Alan Jackson wrote a song in 2001 that asked the question, “where were you when the world stopped turning that September day?” For most of us of age to remember, we will never forget. I was sitting in a high school junior English class watching the fall-out from the first plane when we watched the second plane strike the second tower knowing that America was at war. For all of us high school boys nearing 18, we assumed that meant we would be drafted as war would ensue. The innocence of my generation, and America’s post-Cold War confidence, were shaken Tuesday morning, September 11th, 2001.
Al Qaeda used commercial airplanes, a symbol of American technological and economic prowess, to shake not only the foundations of our iconic buildings, but of Western Civilization.

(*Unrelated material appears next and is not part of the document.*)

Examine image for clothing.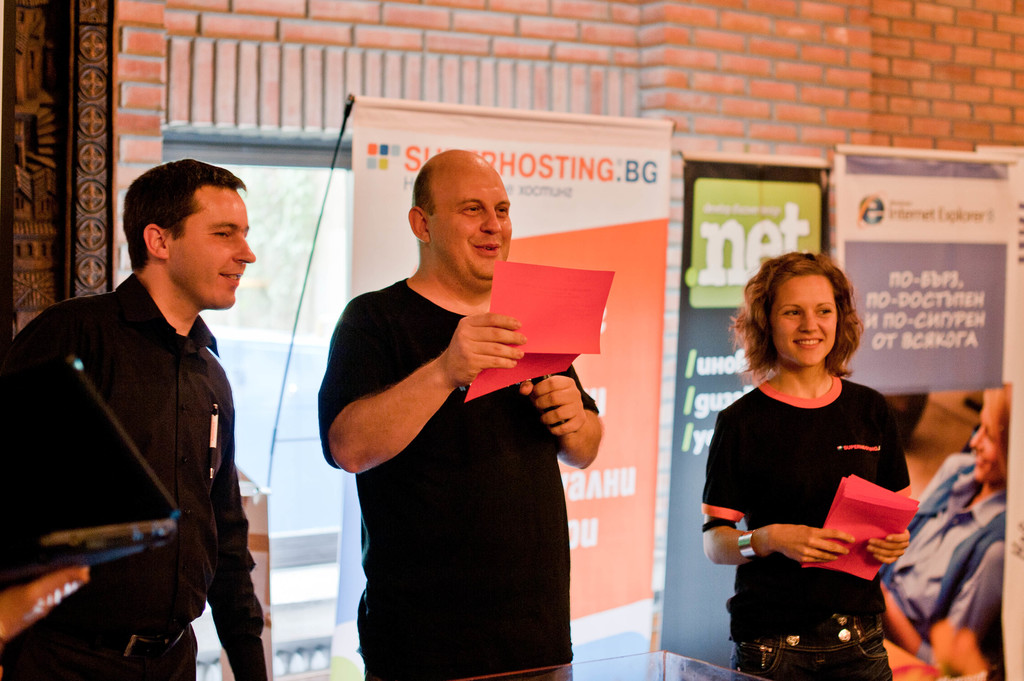
Examination result: region(691, 351, 912, 680).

The terrorists attacked America because we are free, and that freedom rests upon the Constitution’s Judeo-Christian commitment to individual rights. The terrorists attached us for who we are, and they attack us still.

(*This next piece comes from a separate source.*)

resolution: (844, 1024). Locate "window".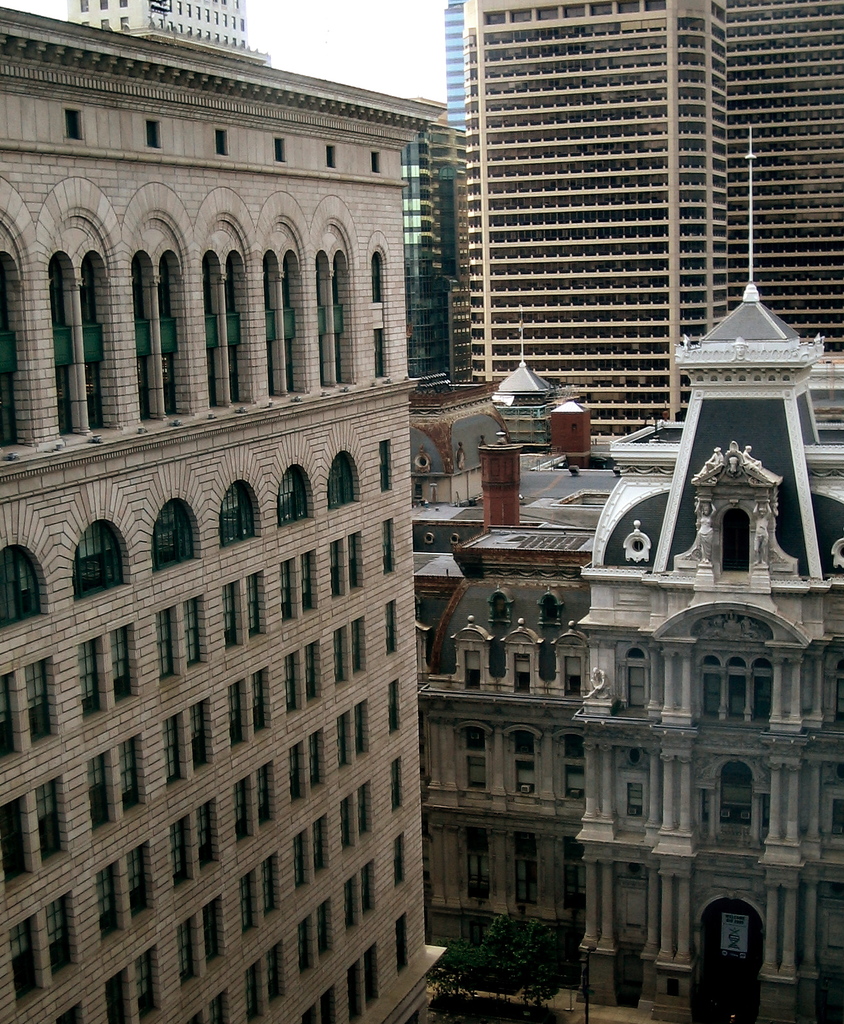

We still face a determined enemy, that continues to grow and strengthen in the face of our passivity over these past 8 years. Al Qaeda has given way to ISIS, but the motivation is the same. Terrorists hell-bent on the destruction of Western Civilization. This threat is as serious as Nazism and fascism, and requires a national strategy to defeat these terrorist armies as determined as the one proposed by General George C. Marshall as WWII was looming.
Marshall understood the global threat posed by the rise of Nazism and Japanese Imperialism, and he knew it would take American leadership on a global scale to defeat it. As such, he recommended that the scant U.S. Army be rebuilt and that America’s naval and air forces be expanded. Not doing so, Marshall understood, would lead to defeat and surrender.
Today, we need a twenty-first century Marshall Plan that will destroy the threat radical Islam poses to western civilization and world peace. This means expanding America’s special operations forces, modernizing our Air Force, and increasing the number of vessels in our Navy. This will, of course, mean that we must reduce our national deficit and government spending to reallocate necessary funding to critical military readiness needs. Fiscal responsibility and military readiness go hand-in-hand.
Fifteen years ago today, we were given a wake-up call that we should never forget. Terrorists attacked us when we were not at war, and in ways we least expected. Their resolve to kill innocents hasn’t receded one bit, and our resolve to defeat radical Islamic terrorism must not waiver either. May God bless America, and the memory of those we have lost in this ongoing struggle.